Only death will set Zombie Zombie free
Words Alex Marshall

It’s not often a press biography deserves mentioning, but Zombie Zombie’s is great. Etienne Jaumet and Cosmic Neman met at a Paris cinema during a retrospective of seventies horror flicks, it says. They got talking on the way out and, a few beers later, had a plotline for their own: two fugitives drive across the desert, their car breaks down, they’re chased by wolves and end up in a ghost town where things go from bad to worse. A few more beers in and they discover they’re both musicians - Etienne a keyboardist, and Neman a drummer - and set about making the soundtrack for this future masterpiece. The result? A Land for Renegades, a record filled with all kinds of fear-inducing bleeps and motorik drumming. “Terror disco,” they call it.

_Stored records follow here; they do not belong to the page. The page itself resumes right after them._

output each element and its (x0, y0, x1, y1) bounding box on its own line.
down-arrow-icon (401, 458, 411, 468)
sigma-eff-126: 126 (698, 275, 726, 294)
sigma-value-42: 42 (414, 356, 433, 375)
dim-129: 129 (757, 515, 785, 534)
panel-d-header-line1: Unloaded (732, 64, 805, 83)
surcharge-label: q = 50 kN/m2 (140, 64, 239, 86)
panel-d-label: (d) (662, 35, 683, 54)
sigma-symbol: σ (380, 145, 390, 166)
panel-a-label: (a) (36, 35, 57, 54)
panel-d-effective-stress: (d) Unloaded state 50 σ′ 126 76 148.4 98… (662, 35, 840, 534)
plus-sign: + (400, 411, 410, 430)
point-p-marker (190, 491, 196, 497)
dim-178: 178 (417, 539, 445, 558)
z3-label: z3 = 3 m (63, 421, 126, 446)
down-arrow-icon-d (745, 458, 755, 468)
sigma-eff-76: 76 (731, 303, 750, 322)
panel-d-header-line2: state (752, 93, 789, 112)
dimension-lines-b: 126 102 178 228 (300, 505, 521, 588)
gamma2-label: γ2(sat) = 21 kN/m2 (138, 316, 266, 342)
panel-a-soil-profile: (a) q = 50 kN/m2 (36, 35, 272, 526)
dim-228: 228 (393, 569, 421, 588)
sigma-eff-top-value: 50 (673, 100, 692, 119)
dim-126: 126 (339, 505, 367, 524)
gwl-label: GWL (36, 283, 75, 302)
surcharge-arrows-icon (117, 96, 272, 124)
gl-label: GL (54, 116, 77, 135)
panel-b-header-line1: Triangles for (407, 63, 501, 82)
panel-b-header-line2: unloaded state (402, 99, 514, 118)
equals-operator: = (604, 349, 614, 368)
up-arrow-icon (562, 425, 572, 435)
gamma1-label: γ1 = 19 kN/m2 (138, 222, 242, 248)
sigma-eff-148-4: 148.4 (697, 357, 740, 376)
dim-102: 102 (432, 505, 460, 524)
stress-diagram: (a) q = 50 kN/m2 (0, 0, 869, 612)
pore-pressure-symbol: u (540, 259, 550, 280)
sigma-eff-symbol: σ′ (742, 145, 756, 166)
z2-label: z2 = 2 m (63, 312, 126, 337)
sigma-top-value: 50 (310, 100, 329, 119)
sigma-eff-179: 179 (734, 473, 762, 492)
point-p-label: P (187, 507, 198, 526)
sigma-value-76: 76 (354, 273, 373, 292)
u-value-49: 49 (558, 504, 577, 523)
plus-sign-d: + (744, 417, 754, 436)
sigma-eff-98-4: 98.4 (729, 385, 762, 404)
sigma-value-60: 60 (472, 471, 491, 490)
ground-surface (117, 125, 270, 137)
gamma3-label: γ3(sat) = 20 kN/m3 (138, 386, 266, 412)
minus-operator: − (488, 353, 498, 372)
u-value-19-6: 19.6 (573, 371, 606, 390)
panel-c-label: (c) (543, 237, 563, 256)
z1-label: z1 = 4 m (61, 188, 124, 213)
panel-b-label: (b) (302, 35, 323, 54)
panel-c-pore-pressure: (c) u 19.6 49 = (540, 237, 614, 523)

It’s a marvellous story. Unfortunately, it turns out to be utter bollocks. “Yeah, sorry about that,” laughs Neman. On the plus side, the reality is almost as good. The pair met at a recording studio where Neman was playing with his other, rather different, group - indie staples Herman Dune.
“We had separate bands at that time,” Neman explains, “and it just happened we were in the studio at the same time, so we started jamming, me on drums and him on these old keyboards he collects.”
Although both love horror films, the band promise they weren’t trying to sound like one: “We didn’t come up with an idea to sound like this. I think it’s probably more Etienne’s instruments that made us. We only use analogue keyboards and most of them are the ones people used in horror soundtracks. Like we’ve got this Space Echo and it’s what they used to make screams sound really scary.”
So where’s the interesting bit of this actual biography? Well, it turns out Etienne and Neman have a rather unusual approach to getting some of the sounds on the album. After spending five minutes trying to deny he has any evil character traits by stressing he only likes “beautiful horror movies”, Neman says, “I have this little cassette recorder and sometimes I record stuff while watching horror movies to use in songs or I just go and record things in the street, like people screaming.”
You walk the streets of Paris looking for people screaming?
“No, I don’t look for people screaming, I ask them. It’s a really funny thing to do, especially with kids. Sometimes they don’t want to because they get really scared. But when they do it, they get really into it, and their parents can’t stop them.”